Chapter 120
Chapter 120
Chapter 120 I was different. Too different. And that had been the problem. But like all things, time had come to pass and soon it became unimportant how others viewed me. All those lingering gazes and hushed whispers overshadowed and silenced in the face of becoming Alpha. I had more important things to focus on than how wolves whispered about me. So the curse went to the back of my mind like everything else the upcoming few years. It became unimportant but was always a looming shadow I refused to acknowledge. Until I found out that unlike the previous successors, my curse was different. It had been. unprecedented. That unlike them, my curse was crueler and non-physical. Whereas they lost something on their bodies, I lost something in my soul. My other-half. My mate. The mate every wolf was given out of the Moon Goddess’ good will. The other half the Moon Goddess created to fit another. “Are you nervous, son?”
I look up to my father, wildly shaking my head. But he and I knew I was bluffing. I was nervous. Petrified, even. How could I possibly not? Today was the day I found out what my curse was. The Head Witch herself was called upon to do the reading. My parents personally reached out to her with the help of Chancellor Williams. It was a surprise she even agreed. Witches and Wolves don’t necessarily have the best relationship. But according to my parents, she was a close family friend. They would’ve done the reading sooner, but they had to wait til I was of age. Or so my mother says. Something to do with my fate being too
blurry when still too young. “All will be fine, Raizel.” Father puts his hand to my shoulder, squeezing tight before looking to where my mother was coming from. Walking toward us wearing a simple sundress, her dark hair spiraled down her waist. She had a tight smile in place, casting me a forced look of reassurance before darting her grey eyes to my father. “She’s arrived.” The tone in mother’s voice was odd. Nothing like the softness I was so used to hearing. It was tinged with fear; cold with a sigh of her whisper. But father didn’t seem to find it strange. He nodded, looking down at me with masked emotions. For a split second, I saw the underlying fear in his eyes that quickly flashed over his dark pupils. The fear for his son. His fear for me. “Wait here. Your mother and I will meet with her first.” Without another word he takes my mother’s hand and leads her to the common room. I watched after their backs, listening to my fathers orders and stayed rooted in place. My gaze fell to their intertwined fingers. Then it fell to my father’s prosthetic leg. That was my father’s curse. His right leg was paralyzed. He was born with it. His father before him was blind. And his father before him was deaf. The list went on. Every generation, the Moon Goddess would take something of theirs. The gift of sight. Gift of hearing. Gift of movement. It was a repetitive notion. But never the same type twice in a row. It varied. One thing that did stay the same was that each generation would only have one child. A son. To carry on the family name…
as well as the curse. The ultimate punishment for what my ancestor did. It was placed there to hinder and make keeping the Alpha role harder. After all, having a missing body part or function would be a handicap. And without another successor, the son would have to bear excruciatingly difficult obstacles to ensure the survival of their pack. At first, my father had a hard time. When he first shifted, his paralyzed leg was a hinderance. Though he managed to shift, his leg still didn’t work. It was limp. A liability to him. He knew right then and there he needed to get rid of it. And so they amputated it when he was just sixteen. The curse was always physical. It wasn’t something you could hide or pretend wasn’t there. It had something to do with the body. Until me. I had nothing ‘taken’ from me. Nothing ‘wrong’ with me from when I was young. At first, my parents thought that just maybe the Moon Goddess forgave our bloodline. That maybe she had forgotten her anger and believed that our lineage had suffered enough to atone for my ancestor’s sin. They were wrong. Every sole successor had a mark. A mark that would appear at age ten that labeled them as cursed. My father’s was on his hip. Right above his right leg. And my grandfather’s mark was on his eyelid. The marks of a small crescent moon would appear where the ‘cursed’ body part was. A black inked marking. Mine appeared last week. Except, on a place it was never on before: My chest. Right where my heart was. “Do you think the Head Witch can make a potion for endless ice cream?” I look to the Beta’s son, Weston, and frown. He was the one person aside from my parents and higher
ranks that didn’t fear me. The one person who stubbornly kept trying to befriend me. His dark hair hung over his eyes but it’s clear to anyone he’s actually thinking deeply about his question.Original content from NôvelDrama.Org.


— WHAT YOU NEED TO DO —
Below are some entries. Repeat exactly the lines from the one with "This screenshot has height=653, width=1161." through the one with "The image size is (972, 526).", and only those.

(Pixel coordinate grounding data)
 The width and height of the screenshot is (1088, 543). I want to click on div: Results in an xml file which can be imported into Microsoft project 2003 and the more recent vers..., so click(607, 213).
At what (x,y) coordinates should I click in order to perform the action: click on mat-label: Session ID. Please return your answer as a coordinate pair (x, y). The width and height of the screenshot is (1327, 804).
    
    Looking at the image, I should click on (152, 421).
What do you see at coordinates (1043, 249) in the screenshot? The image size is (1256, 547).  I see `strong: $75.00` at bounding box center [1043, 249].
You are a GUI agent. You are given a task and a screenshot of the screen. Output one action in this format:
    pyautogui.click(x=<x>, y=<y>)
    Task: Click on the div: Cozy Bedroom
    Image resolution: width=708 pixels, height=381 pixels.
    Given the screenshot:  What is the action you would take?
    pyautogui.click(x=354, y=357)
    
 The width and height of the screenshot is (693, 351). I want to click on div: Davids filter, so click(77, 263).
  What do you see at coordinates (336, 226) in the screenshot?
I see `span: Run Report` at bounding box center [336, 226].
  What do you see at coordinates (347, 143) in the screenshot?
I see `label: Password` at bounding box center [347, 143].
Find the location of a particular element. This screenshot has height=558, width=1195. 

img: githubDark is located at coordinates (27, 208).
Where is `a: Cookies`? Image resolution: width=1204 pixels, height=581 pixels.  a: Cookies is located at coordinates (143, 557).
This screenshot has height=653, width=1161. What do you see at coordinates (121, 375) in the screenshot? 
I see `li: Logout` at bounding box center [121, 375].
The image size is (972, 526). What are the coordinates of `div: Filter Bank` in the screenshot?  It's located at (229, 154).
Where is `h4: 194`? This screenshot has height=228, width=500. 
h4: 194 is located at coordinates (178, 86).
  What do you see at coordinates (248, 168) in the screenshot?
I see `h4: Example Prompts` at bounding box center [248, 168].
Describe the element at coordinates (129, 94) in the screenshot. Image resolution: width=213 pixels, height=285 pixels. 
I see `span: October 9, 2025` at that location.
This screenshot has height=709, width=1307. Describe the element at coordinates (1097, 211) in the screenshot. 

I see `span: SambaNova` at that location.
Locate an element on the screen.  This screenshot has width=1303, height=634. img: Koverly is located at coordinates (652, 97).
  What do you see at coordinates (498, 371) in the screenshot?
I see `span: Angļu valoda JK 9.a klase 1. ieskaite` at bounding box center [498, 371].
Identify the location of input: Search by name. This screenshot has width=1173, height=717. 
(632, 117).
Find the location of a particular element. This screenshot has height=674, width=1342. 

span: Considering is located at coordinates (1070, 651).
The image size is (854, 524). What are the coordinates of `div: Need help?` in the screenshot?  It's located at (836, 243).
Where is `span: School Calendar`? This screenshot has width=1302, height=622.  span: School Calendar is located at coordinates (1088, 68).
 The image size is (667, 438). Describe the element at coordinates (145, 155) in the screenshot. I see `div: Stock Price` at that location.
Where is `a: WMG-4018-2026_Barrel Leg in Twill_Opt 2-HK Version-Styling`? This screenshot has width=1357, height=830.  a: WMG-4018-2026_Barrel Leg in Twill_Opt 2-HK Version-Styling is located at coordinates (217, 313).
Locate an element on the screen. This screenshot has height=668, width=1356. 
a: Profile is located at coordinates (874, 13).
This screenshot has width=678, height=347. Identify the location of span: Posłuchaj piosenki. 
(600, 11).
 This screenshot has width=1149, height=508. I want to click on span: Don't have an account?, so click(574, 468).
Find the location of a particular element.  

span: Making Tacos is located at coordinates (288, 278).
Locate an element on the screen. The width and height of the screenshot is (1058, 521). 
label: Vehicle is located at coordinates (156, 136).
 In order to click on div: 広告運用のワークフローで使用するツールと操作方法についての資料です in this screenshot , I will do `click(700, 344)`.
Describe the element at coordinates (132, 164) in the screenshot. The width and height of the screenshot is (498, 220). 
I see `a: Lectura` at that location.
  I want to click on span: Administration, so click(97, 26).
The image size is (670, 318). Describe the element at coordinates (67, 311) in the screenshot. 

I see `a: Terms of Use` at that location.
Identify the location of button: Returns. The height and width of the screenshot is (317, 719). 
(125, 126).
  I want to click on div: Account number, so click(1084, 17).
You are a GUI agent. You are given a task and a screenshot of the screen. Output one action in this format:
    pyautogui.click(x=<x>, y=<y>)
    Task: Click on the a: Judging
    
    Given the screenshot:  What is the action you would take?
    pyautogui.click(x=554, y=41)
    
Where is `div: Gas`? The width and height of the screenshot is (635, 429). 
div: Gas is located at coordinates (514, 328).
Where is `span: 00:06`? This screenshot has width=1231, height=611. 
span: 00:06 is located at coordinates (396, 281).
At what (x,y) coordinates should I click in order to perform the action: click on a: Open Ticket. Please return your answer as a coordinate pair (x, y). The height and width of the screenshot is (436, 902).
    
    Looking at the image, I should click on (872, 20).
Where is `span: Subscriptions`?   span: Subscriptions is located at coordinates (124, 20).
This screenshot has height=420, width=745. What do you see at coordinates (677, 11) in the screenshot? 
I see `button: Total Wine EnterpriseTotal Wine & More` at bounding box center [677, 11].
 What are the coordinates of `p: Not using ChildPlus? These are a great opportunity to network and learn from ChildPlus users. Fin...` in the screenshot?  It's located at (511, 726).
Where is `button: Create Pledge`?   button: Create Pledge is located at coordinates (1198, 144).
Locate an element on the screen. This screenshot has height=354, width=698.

— RESULT BELOW —
This screenshot has height=653, width=1161. What do you see at coordinates (121, 375) in the screenshot? 
I see `li: Logout` at bounding box center [121, 375].
The image size is (972, 526). What are the coordinates of `div: Filter Bank` in the screenshot?  It's located at (229, 154).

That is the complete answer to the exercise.